Outgoing US President Donald Trump, speaking to Mike Pence before the 6 January certification of the election results, went from "cajoling" to "browbeating", and ended up offering a choice to his vice president, according to a Tuesday report by the NYT citing two people "briefed on the conversation".
"You can either go down in history as a patriot", Trump told Pence before the latter headed to Congress to certify the election results, according to the outlet, "or you can go down in history as a p**sy".
Trump reportedly pushed Pence to a series of meetings a day before the vote, with one particular encounter taking about an hour as a Chapman University conservative constitutional scholar, John Eastman, convinced the vice president that he did have the power to act.
Shortly before the vote on 6 January, Pence's personal attorney, according to the report, called a former appeals court judge, J. Michael Luttig, who wrote up a contradictory opinion, which was then cited by Pence in his statement on the decision not to block the Electoral College vote. The move reportedly prompted Trump to call Pence and curse at him.
"I hope he doesn't listen to the RINOs and the stupid people that he's listening to", Trump, cited by The New York Times, later said at his rally, referring to the VP.
Despite Trump's reported demands, Pence did not object to the certification of Biden's victory. The joint session, however, was disrupted by a deadly attack on the US Capitol building, after which Pence, along with lawmakers, was evacuated.
According to reports, Trump met the vice president in the Oval Office five days after the violent attack. The conversation was described by The Hill as "good", although a NYT piece claimed that, unofficially, the description of the talks was "nonsubstantive" and "stilted".
While Trump faces accusations of inciting the violent insurgency - something he has denied - some lawmakers from both sides of the US political fence will try to invoke Section 4 of the 25th Amendment to declare him "unfit" for the presidency and oust him from office, urging Pence to join the initiative.
"Under our Constitution, the 25th Amendment is not a means of punishment or usurpation. Invoking the 25th Amendment in such a manner would set a terrible precedent", Pence wrote.
As the vote for the resolution to ask the vice president to use the legislation against Trump is ongoing in the House, POTUS also faces a second impeachment. House Democrats rolled out a resolution accusing the president of "inciting insurrection", with a vote scheduled for Wednesday.
The brutal Capitol riots, which saw five killed, were seen by many as notably harming Trump's popularity and causing many members of the Republican Party to break ties with him, including Pence, who has been "very loyal" to POTUS over his four-year term. Now, according to some experts, Pence will have to attempt to distance himself from Trump to advance his own political career.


--- Task requirements ---
Restate, word for word, each entry that follows, but skip its pictures.

--- Provided data ---
▼

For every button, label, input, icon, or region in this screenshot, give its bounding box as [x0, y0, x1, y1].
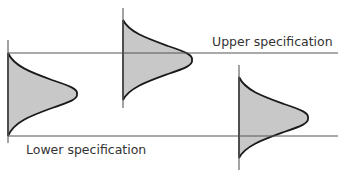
bell-curve-1: [8, 53, 77, 136]
distribution-centered: [8, 40, 77, 143]
specification-limits-diagram: Upper specification Lower specification: [0, 0, 344, 177]
bell-curve-3: [239, 77, 308, 158]
upper-specification-label: Upper specification: [212, 34, 333, 49]
distribution-shifted-down: [239, 65, 308, 170]
lower-specification-label: Lower specification: [26, 142, 146, 157]
distribution-shifted-up: [123, 8, 192, 108]
bell-curve-2: [123, 20, 192, 100]
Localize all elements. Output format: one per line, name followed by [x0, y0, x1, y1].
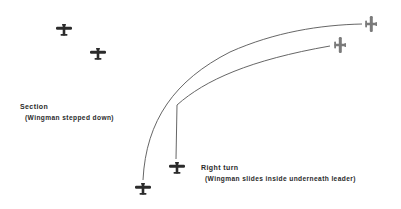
plane-icon-turn-start-wingman — [169, 162, 185, 174]
right-turn-title: Right turn — [201, 164, 238, 171]
section-title: Section — [20, 103, 48, 110]
right-turn-note: (Wingman slides inside underneath leader… — [205, 175, 356, 182]
wingman-turn-path — [176, 46, 330, 159]
plane-icon-turn-end-leader — [365, 16, 377, 32]
plane-icon-turn-start-leader — [135, 183, 151, 195]
plane-icon-section-wingman — [90, 48, 106, 60]
plane-icon-section-leader — [56, 24, 72, 36]
plane-icon-turn-end-wingman — [334, 37, 346, 53]
section-note: (Wingman stepped down) — [25, 114, 114, 121]
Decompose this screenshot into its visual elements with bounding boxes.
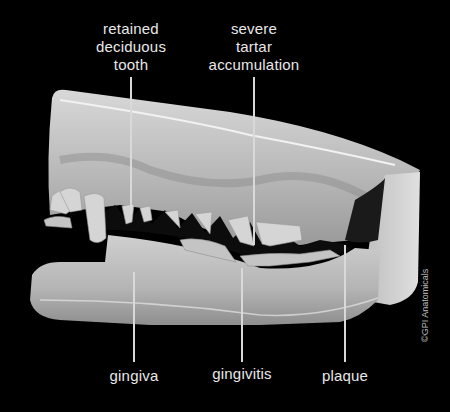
label-gingiva: gingiva: [104, 367, 164, 385]
label-line: tooth: [91, 56, 171, 74]
leader-line-retained-deciduous-tooth: [130, 77, 132, 215]
label-line: retained: [91, 20, 171, 38]
label-line: severe: [204, 20, 304, 38]
label-line: accumulation: [204, 56, 304, 74]
leader-line-gingivitis: [241, 268, 243, 362]
label-severe-tartar-accumulation: severe tartar accumulation: [204, 20, 304, 74]
leader-line-gingiva: [133, 272, 135, 362]
label-gingivitis: gingivitis: [207, 365, 277, 383]
label-plaque: plaque: [315, 367, 375, 385]
label-line: deciduous: [91, 38, 171, 56]
copyright-text: ©GPI Anatomicals: [420, 269, 430, 342]
figure-canvas: retained deciduous tooth severe tartar a…: [0, 0, 450, 412]
leader-line-plaque: [344, 245, 346, 362]
leader-line-severe-tartar: [253, 77, 255, 245]
label-retained-deciduous-tooth: retained deciduous tooth: [91, 20, 171, 74]
label-line: tartar: [204, 38, 304, 56]
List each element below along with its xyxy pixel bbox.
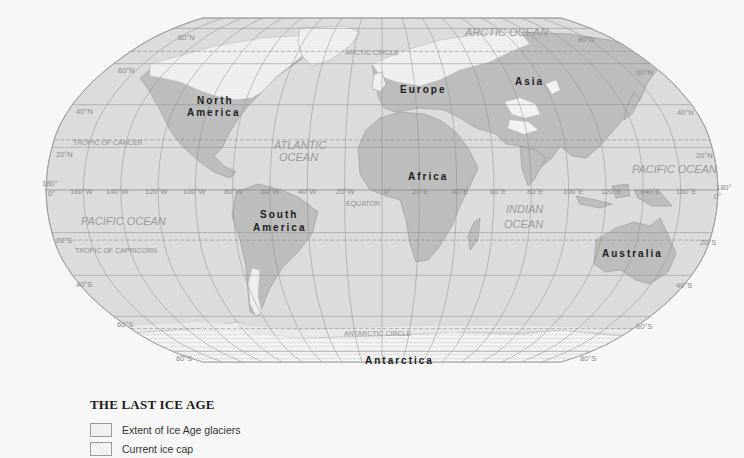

▲

--- Output below ---
For every button, label, input, icon, or region in this screenshot, give its bounding box as [x0, y0, x1, y1].
bell-curve-1: [8, 53, 77, 136]
distribution-centered: [8, 40, 77, 143]
specification-limits-diagram: Upper specification Lower specification: [0, 0, 344, 177]
bell-curve-3: [239, 77, 308, 158]
upper-specification-label: Upper specification: [212, 34, 333, 49]
distribution-shifted-down: [239, 65, 308, 170]
lower-specification-label: Lower specification: [26, 142, 146, 157]
distribution-shifted-up: [123, 8, 192, 108]
bell-curve-2: [123, 20, 192, 100]
Localize all elements. Output format: one per line, name followed by [x0, y0, x1, y1].
plane-icon-turn-start-wingman — [169, 162, 185, 174]
right-turn-title: Right turn — [201, 164, 238, 171]
section-title: Section — [20, 103, 48, 110]
right-turn-note: (Wingman slides inside underneath leader… — [205, 175, 356, 182]
wingman-turn-path — [176, 46, 330, 159]
plane-icon-turn-end-leader — [365, 16, 377, 32]
plane-icon-turn-start-leader — [135, 183, 151, 195]
plane-icon-section-wingman — [90, 48, 106, 60]
plane-icon-section-leader — [56, 24, 72, 36]
plane-icon-turn-end-wingman — [334, 37, 346, 53]
section-note: (Wingman stepped down) — [25, 114, 114, 121]
Decompose this screenshot into its visual elements with bounding boxes.
label-gingiva: gingiva: [104, 367, 164, 385]
label-line: tooth: [91, 56, 171, 74]
leader-line-retained-deciduous-tooth: [130, 77, 132, 215]
label-line: retained: [91, 20, 171, 38]
label-line: severe: [204, 20, 304, 38]
label-line: accumulation: [204, 56, 304, 74]
leader-line-gingivitis: [241, 268, 243, 362]
label-severe-tartar-accumulation: severe tartar accumulation: [204, 20, 304, 74]
leader-line-gingiva: [133, 272, 135, 362]
label-gingivitis: gingivitis: [207, 365, 277, 383]
label-plaque: plaque: [315, 367, 375, 385]
label-line: deciduous: [91, 38, 171, 56]
copyright-text: ©GPI Anatomicals: [420, 269, 430, 342]
figure-canvas: retained deciduous tooth severe tartar a…: [0, 0, 450, 412]
leader-line-plaque: [344, 245, 346, 362]
leader-line-severe-tartar: [253, 77, 255, 245]
label-retained-deciduous-tooth: retained deciduous tooth: [91, 20, 171, 74]
label-line: tartar: [204, 38, 304, 56]
List each element below along with its xyxy pixel bbox.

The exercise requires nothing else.